Humans are not inherently safe; there is very little you can do to prevent a human with a hammer to kill another one. In fact what you usually do with these humans is to put them in jail because they have no direct ability to hurt anyone.
LLM are in jail: an LLM outputting {"type": "function", "function": {"name": "execute_bash", "parameters": {"command": "sudo rm -rf /"}}} isn't unsafe. The unsafe part is the scaffolding around the LLM that will fuckup your entire filesystem. And my whole point is that there are ways to make that scaffolding safe. There is a reason why we have permissions on a filesystem, why we have read only databases etc etc.
For scaffolding to be "safe", you basically need that scaffolding to know exactly what the LLM is being used for, and outsmart it at every turn if it misbehaves. That's impractical-to-impossible. There are tasks that need access for legitimate reasons - like human tasks that need hammer access - and the same access can always be used for illegitimate reasons.
It's like trying to engineer a hammer that can't be used to bludgeon someone to death. Good fucking luck.
But are all humans in jails? No, the practical reason being that it limits their usefulness. Humans like it better when other humans are useful.
The same holds for AI agents. The ship has sailed: no one is going to put every single AI agent in jail.
The "inherent safety" of LLMs comes only from their limited capabilities. They aren't good enough yet to fail in truly exciting ways.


Can you find the lines of the listing that include "TRACKER" and copy every one?

☆ ☆ ☆

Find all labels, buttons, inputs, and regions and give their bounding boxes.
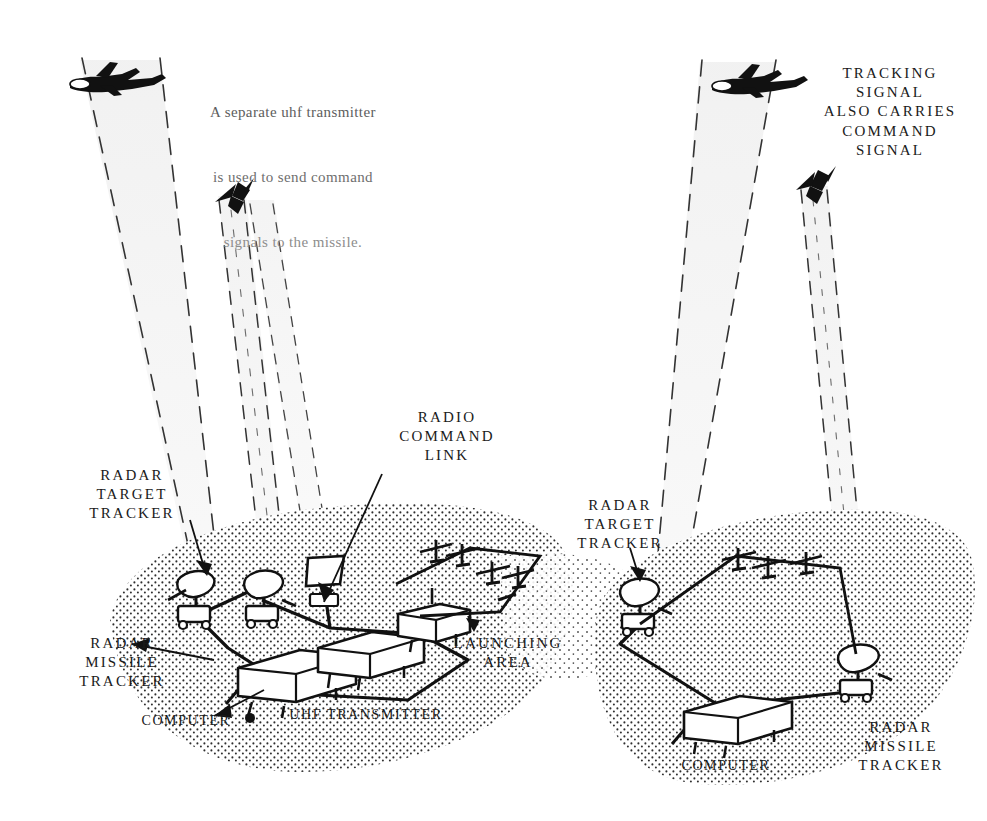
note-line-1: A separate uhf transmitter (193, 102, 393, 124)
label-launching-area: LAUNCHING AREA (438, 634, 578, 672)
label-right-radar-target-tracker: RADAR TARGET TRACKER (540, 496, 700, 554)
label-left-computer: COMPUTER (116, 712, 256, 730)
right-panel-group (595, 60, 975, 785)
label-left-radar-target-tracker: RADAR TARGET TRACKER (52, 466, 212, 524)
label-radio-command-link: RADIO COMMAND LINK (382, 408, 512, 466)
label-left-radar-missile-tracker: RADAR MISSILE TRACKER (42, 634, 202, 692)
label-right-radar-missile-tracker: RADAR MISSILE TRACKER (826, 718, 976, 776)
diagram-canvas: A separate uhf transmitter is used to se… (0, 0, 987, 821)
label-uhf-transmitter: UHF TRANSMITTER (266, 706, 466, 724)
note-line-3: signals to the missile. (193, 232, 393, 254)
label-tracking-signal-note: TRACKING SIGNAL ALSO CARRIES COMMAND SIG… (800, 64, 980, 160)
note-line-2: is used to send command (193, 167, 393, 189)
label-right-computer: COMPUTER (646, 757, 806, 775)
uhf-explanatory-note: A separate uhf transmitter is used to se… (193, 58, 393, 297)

☆ ☆ ☆

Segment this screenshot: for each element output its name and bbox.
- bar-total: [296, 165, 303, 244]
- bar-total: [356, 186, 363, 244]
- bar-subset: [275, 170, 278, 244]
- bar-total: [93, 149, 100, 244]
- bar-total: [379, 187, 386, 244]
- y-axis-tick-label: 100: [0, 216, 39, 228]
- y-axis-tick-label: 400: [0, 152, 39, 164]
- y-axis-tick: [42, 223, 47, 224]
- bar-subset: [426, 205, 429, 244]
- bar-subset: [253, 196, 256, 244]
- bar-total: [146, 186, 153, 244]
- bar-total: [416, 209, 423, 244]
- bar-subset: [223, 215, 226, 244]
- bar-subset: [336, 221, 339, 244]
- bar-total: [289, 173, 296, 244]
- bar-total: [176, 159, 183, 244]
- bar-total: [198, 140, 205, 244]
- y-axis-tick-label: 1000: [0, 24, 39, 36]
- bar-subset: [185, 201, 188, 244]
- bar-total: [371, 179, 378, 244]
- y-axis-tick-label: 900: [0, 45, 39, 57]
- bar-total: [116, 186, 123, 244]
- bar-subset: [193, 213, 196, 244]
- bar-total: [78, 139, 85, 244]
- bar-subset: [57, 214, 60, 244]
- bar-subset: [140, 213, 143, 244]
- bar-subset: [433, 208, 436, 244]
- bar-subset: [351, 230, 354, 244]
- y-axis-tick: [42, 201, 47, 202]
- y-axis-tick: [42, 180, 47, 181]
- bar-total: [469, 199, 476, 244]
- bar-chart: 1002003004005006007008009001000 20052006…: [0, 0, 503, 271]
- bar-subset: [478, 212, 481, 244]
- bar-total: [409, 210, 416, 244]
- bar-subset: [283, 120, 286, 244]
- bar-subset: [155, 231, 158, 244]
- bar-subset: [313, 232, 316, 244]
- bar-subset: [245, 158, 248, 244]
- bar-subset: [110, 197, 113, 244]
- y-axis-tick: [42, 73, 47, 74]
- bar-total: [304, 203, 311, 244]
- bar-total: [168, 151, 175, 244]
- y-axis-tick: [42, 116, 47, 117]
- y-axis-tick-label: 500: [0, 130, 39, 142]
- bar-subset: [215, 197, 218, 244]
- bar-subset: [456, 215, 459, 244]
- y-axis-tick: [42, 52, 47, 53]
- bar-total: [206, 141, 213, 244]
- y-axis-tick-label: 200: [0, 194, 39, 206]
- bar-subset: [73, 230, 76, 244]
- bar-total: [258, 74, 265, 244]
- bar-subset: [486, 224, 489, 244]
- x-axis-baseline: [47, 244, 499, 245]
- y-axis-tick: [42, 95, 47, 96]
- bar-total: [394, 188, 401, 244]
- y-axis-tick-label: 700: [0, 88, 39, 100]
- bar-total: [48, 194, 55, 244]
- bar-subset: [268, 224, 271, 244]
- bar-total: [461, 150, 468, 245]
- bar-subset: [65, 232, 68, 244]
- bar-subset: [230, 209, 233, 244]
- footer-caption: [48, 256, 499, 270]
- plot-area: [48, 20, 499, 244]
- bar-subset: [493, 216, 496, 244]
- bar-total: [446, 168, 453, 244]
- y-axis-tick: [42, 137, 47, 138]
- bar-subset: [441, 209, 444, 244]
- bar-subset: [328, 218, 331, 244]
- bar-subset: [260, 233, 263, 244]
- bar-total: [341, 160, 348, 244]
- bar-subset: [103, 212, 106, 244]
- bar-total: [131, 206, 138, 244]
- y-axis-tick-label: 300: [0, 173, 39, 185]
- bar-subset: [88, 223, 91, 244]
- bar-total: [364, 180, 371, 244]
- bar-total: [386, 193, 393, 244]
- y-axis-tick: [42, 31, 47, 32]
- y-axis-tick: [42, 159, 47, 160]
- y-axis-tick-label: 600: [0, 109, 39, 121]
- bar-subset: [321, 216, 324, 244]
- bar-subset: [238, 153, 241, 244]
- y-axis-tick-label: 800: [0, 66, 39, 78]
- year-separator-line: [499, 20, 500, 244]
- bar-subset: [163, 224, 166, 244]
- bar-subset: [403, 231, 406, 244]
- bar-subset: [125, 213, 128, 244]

☆ ☆ ☆

◆ RESPONSE BOX
label-right-radar-target-tracker: RADAR TARGET TRACKER (540, 496, 700, 554)
label-left-radar-target-tracker: RADAR TARGET TRACKER (52, 466, 212, 524)
label-left-radar-missile-tracker: RADAR MISSILE TRACKER (42, 634, 202, 692)
label-right-radar-missile-tracker: RADAR MISSILE TRACKER (826, 718, 976, 776)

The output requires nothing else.